Urko Apaolaza Avila @urkoapaolaza 2024ko martxoaren 01a
'Adriaa' ontziaren irudi bakanetako bat. Greziako kostazainek ez omen zuten erreskate operazioaren irudirik hartu, horretara derrigorturik dauden arren.

Once again, the report by an official body highlights the loophole in the European Union’s migration policy. Once again, it has been scientifically migrants who have paid with their lives that expensive loophole. On this occasion, the European Ombudsman drew the colours of Frontex, a dark European organisation that he allegedly should make coastal.

On 14 June last year there was one of the largest disasters in the Mediterranean between Greece and Italy, near Pilos. The old Adriana fishing boat, which was leaving Libya and carrying 720 migrants, was a few days off course, and in the end some 600 people were flown and killed, only 120 shipwrecks survived and the bodies of 78 were recovered; the rest were considered missing, devoured by the sea.

A month later, the newspaper The Guardian, the German public broadcaster NDR and the Greek media Solomon, investigated the disaster. To do so, they interviewed witnesses and used cutting-edge technologies, in collaboration with the company Forensis. The conclusion was that the ship turned when the Greek guards wanted to take the boat with a rope to the waters under Italian jurisdiction, after which the shipwrecks did not receive any help for long hours.

Several media renewed what happened on 14 June 2023 with the help of technologies and witnesses. Image: Forensis

Emily O’Reilly, European Ombudsman, also opened the investigation in July and eight months later has borne fruit. He points out that Frontex offered assistance to the Greek authorities four times, but by not receiving a reply he did nothing, being aware that the migrants were in serious danger.

Saving lives cannot be an opportunity for Frontex

O’Reilly believes that the case shows that Frontex does not have enough ‘instruments’ to be able to intervene in such cases, as it must wait for authorisation from one of the Member States before providing assistance.

But the Ombudsman believes that in an emergency, it is up to every organization to help migrants, and recalls what the President of the European Commission himself, Ursula Von der Leyen, said in the European Parliament in 2020: “Saving lives at sea is not an opportunity.”

Frontex was “very aware” of how the Greek authorities deal with migrants arriving by sea on its shores: “Your performance doesn’t start from scratch,” he says. However, the current regulations "prevented" him from playing a more active role in the Adriana accident.

Frontex was “very aware” of how the Greek authorities act with migrants arriving by the sea on its shores: "Your performance does not start from scratch," says the European Ombudsman

O’Reilly is very critical of the direction and behaviour of the European Union in the processing of marine salvage. He recalled that since the end of the Mare Nostrum plan in Italy in 2014, the EU has not put in place any other rescue plan and that since then European countries have been trying to alienate migrants while persecuting the NGOs that help them.

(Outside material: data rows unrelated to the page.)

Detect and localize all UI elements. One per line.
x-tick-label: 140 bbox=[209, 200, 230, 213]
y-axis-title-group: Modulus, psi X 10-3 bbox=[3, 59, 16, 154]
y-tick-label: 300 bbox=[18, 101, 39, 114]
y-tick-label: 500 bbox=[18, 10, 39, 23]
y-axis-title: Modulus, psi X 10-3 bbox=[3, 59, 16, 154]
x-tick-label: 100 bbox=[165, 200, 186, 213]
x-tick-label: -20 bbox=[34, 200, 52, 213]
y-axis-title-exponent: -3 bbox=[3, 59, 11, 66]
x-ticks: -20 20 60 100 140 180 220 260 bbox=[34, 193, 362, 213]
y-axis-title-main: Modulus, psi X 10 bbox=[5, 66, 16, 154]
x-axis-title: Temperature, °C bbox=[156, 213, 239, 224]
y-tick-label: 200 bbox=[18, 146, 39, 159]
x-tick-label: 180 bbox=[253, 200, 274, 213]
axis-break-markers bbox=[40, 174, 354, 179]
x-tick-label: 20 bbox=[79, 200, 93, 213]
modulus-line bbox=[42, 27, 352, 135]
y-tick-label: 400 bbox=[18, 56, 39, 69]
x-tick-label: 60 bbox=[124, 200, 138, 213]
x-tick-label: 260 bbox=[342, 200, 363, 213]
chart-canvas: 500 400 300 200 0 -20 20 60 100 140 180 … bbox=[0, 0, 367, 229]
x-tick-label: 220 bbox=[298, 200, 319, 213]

Furthermore, although the EU assigned Frontex the role of “coastal”, “this is not the case”. The European Border and Coast Agency receives large amounts of EUR 850 million, but most of them go to the expulsion of migrants and border control, and corruption has also occurred within the organisation.

The worst thing is that, after all these months, no change has been made to resolve this situation, and the local ombudsman does not reject the repetition of a disaster such as that of the Adriana fishing vessel.